The measure, which supporters hope will be on the 2015 or 2016 ballot, would create a constitutional right to clean air and water and designate the state’s natural resources as “public trusts” to be protected from “substantial impairment, including pollution from external sources.”

It allows anyone in Colorado to sue over pollution and requires that any company or agency proposing an activity on public lands — such as drilling for oil or natural gas — prove that it won’t harm the environment before proceeding.

“If an action or policy has a suspected risk of substantially impairing public trust resources, in the absence of scientific consensus that the action or policy is harmful, the burden of proof that it is not harmful falls on those proposing to take the action,” the measure reads.

A version of the ballot measure was one of several floated earlier this year that would have greatly restricted how or where oil and gas production could occur. Colorado Democratic Rep. Jared Polis supported several measures that would have given local governments the ability to restrict such operations, including fracking, more strictly than the state.

Polis pulled the initiatives after striking a political deal with Colorado Democratic Gov. John Hickenlooper to form a task force instead, angering scores of backers who supported the measures.

The public trust initiative was scuttled for different reasons. In June, the state Supreme Court ruled that the Title Board, which reviews ballot proposals, made an error in allowing its backers to send a substitute representative to a hearing when one of the primary backers couldn’t attend.

The ruling torpedoed the measure because the Title Board wasn’t scheduled to meet again before the 2014 election, according to the Denver Business Journal.

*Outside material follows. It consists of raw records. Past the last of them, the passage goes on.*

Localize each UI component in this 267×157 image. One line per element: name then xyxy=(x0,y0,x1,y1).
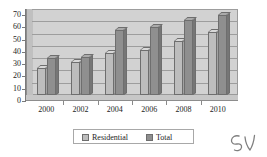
x-axis-label: 2008 xyxy=(167,105,201,115)
x-axis-label: 2000 xyxy=(29,105,63,115)
legend-item-residential: Residential xyxy=(82,132,128,143)
y-axis-label: 20 xyxy=(0,72,21,80)
y-axis-label: 40 xyxy=(0,48,21,56)
x-axis-label: 2010 xyxy=(201,105,235,115)
x-axis-label: 2006 xyxy=(132,105,166,115)
y-axis-label: 10 xyxy=(0,85,21,93)
bar-chart: 010203040506070 200020022004200620082010… xyxy=(0,0,267,157)
y-axis-label: 0 xyxy=(0,97,21,105)
x-axis-labels: 200020022004200620082010 xyxy=(0,105,267,117)
y-axis-label: 60 xyxy=(0,23,21,31)
legend-swatch-total xyxy=(146,134,153,141)
legend-item-total: Total xyxy=(146,132,172,143)
y-axis-label: 50 xyxy=(0,36,21,44)
legend-label-residential: Residential xyxy=(92,133,128,142)
y-axis-label: 70 xyxy=(0,11,21,19)
y-axis-label: 30 xyxy=(0,60,21,68)
legend-swatch-residential xyxy=(82,134,89,141)
legend-label-total: Total xyxy=(156,133,172,142)
x-axis-label: 2004 xyxy=(98,105,132,115)
chart-legend: Residential Total xyxy=(73,129,194,144)
handwritten-scribble-mark xyxy=(225,131,261,155)
x-axis-label: 2002 xyxy=(64,105,98,115)
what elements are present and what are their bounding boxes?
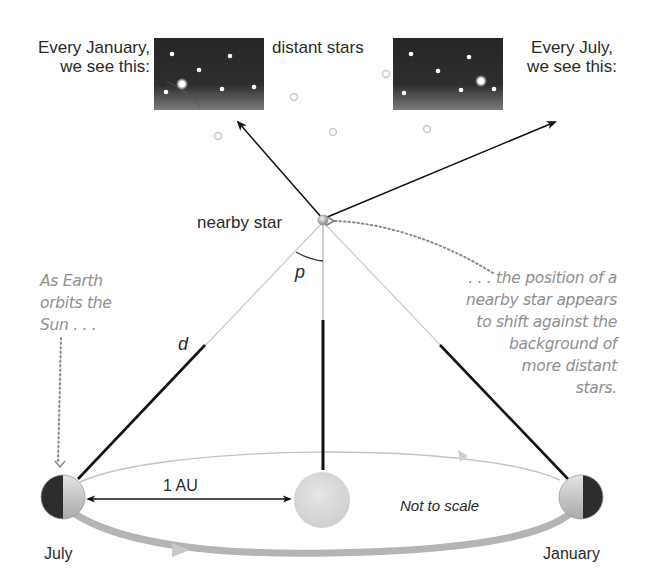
parallax-angle-label: p	[295, 263, 305, 282]
orbit-direction-arrow-back	[458, 450, 468, 462]
note-right-line-6: stars.	[430, 377, 617, 399]
note-left-line-1: As Earth	[40, 270, 112, 292]
note-right-line-3: to shift against the	[430, 311, 617, 333]
january-caption-line-2: we see this:	[14, 57, 150, 76]
sun-icon	[294, 472, 350, 528]
callout-nearby-star	[334, 221, 493, 273]
note-right-line-5: more distant	[430, 355, 617, 377]
note-left-line-3: Sun . . .	[40, 314, 112, 336]
parallax-diagram: Every January, we see this: distant star…	[0, 0, 645, 587]
sight-line-july	[325, 122, 555, 218]
january-caption: Every January, we see this:	[14, 38, 150, 76]
not-to-scale-label: Not to scale	[400, 496, 479, 515]
distance-label: d	[178, 335, 188, 354]
nearby-star-label: nearby star	[197, 213, 282, 232]
earth-january-icon	[559, 475, 605, 519]
callout-july-earth	[58, 338, 61, 463]
july-caption-line-2: we see this:	[510, 57, 634, 76]
july-caption-line-1: Every July,	[510, 38, 634, 57]
parallax-angle-arc	[296, 252, 323, 261]
july-caption: Every July, we see this:	[510, 38, 634, 76]
note-right-line-2: nearby star appears	[430, 289, 617, 311]
au-label: 1 AU	[163, 476, 198, 495]
january-sky-image	[154, 38, 264, 110]
sight-line-january	[238, 122, 322, 218]
july-label: July	[44, 544, 72, 563]
july-sky-image	[393, 38, 503, 110]
distant-stars-label: distant stars	[272, 38, 364, 57]
note-star-shift: . . . the position of a nearby star appe…	[430, 267, 617, 399]
note-right-line-4: background of	[430, 333, 617, 355]
callout-arrowhead	[55, 461, 65, 467]
january-caption-line-1: Every January,	[14, 38, 150, 57]
note-earth-orbits: As Earth orbits the Sun . . .	[40, 270, 112, 336]
note-right-line-1: . . . the position of a	[430, 267, 617, 289]
nearby-star-icon	[318, 215, 328, 225]
january-label: January	[543, 544, 600, 563]
earth-july-icon	[41, 475, 85, 519]
note-left-line-2: orbits the	[40, 292, 112, 314]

Phil Doe and Barbara Mills-Bria backed both the previous measure and the recent one. Doe raised hackles by comparing an opponent to a proposed fracking ban in Loveland to a Nazi and calling her a “talking dog” in an article.

That so many anti-fracking measures expected to be on the ballot haven’t materialized has taken some of the wind out of expensive campaigns by environmentalists in Colorado. Tom Steyer’s NextGen Climate, the League of Conservation Voters and the Environmental Defense Fund are campaigning in Colorado to highlight climate change and support green-friendly candidates, especially incumbent Democrat Mark Udall.

But at least one political analyst thinks the environmental groups are fighting an uphill battle, despite the millions earmarked for the various campaigns.

“[T]he environment doesn’t rank highly on the list of top issues that voters care about,” Nathan Gonzales of The Rothenberg Report told the Denver Post.